One of the most important things a founder can do is just get started. Technical founders have a built in advantage here: while other people need to worry about convincing someone to build out their first functional prototype for them, people who know how to code just need to spend time. The tools to build platforms are all free and open source; the best operating system for web development is free and open source. All you need is any computer with an internet connection, and time. But even if you're not a coder, or you're not technical: everyone has the skills to build and create something that addresses a need, or that fosters joy and empathy. Everyone has the ability to sit down and make something.
The most successful mindset is probably not to think about it as a startup at all. Just build a tool that's actually useful for someone. Get their feedback; iterate and improve it. And only then worry about whether you can build it at scale with the time, team and resources potentially at your disposal, or whether it can be the center of a viable business.
And maybe it can't be viable; maybe it can't scale. Maybe you want to make the changes that would be necessary to make either of those things work as a startup. But it's completely okay if you don't: there's nothing wrong with building a tool as a hobby, or deciding that it was a fun experiment, open sourcing the code so other people can learn from it, and walking away. Or if you do run it as a business because you want to work on it full-time, it's also okay to decide that you want to create something that covers your costs, instead of shooting for the moon and aiming to create a trillion dollar behemoth. (Which of these is likely to be most successful anyway?)

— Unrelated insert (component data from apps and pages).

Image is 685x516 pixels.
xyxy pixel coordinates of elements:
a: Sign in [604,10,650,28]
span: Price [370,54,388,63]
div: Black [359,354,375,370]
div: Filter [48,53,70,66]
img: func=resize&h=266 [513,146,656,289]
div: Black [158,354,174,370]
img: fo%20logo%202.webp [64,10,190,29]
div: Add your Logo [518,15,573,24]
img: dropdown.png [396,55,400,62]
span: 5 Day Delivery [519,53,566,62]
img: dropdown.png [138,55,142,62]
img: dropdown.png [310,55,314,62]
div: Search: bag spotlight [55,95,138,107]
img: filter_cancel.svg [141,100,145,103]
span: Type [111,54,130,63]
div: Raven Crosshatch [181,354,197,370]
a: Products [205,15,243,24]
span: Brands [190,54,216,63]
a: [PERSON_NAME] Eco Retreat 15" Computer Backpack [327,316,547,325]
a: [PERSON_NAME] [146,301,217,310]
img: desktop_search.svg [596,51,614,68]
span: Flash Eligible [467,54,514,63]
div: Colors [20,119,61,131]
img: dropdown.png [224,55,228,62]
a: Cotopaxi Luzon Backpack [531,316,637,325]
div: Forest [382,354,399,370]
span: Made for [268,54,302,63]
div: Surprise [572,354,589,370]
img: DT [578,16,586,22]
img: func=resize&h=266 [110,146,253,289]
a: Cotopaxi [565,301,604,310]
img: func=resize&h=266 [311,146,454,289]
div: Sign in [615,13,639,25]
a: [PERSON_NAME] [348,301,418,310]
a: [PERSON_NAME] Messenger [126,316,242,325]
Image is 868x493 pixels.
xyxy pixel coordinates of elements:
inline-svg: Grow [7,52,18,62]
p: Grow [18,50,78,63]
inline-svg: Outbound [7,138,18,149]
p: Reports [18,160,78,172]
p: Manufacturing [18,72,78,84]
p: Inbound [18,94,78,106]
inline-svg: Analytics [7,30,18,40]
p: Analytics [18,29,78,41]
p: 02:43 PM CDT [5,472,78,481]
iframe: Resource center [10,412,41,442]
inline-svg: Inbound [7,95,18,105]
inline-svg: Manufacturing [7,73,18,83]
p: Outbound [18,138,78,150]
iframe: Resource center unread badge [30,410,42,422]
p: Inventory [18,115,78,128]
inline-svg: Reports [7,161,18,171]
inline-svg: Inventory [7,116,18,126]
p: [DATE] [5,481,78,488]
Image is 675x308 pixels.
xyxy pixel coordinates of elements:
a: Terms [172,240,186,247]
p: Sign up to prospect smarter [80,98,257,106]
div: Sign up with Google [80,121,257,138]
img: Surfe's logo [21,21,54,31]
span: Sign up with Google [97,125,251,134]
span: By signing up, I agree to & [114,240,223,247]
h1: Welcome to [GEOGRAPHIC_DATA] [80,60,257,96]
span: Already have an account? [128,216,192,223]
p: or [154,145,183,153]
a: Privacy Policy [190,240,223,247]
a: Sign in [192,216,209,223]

If we let the machinations of the tech industry dictate what we build - for example, if we treat a "no" from venture capitalists as a value judgment on the thing itself - then only the things the tech industry finds valuable will be built. This kind of blinkered economic Darwinism hits tools for underrepresented communities most of all, but it also hits the products, tools, and communities at the edges of society, that are trying new things and tugging on the borders of culture. In reality, that's where the really interesting stuff is, and where the really interesting people are.
Maybe it can't be a full-time endeavor. Maybe you won't have kombucha on tap. Maybe there won't be nap pods and investors knocking down your door. But maybe you can find time and space anyway; you can brew your own kombucha in a jar; you can take a nap in your own bed; you can stay independent and refuse to take money from repressive regimes. It doesn't make it not worth it. And the communities, people, and tools that dare to be independent (or are forced to be and dare to exist anyway), are the ones that we need to exist the most.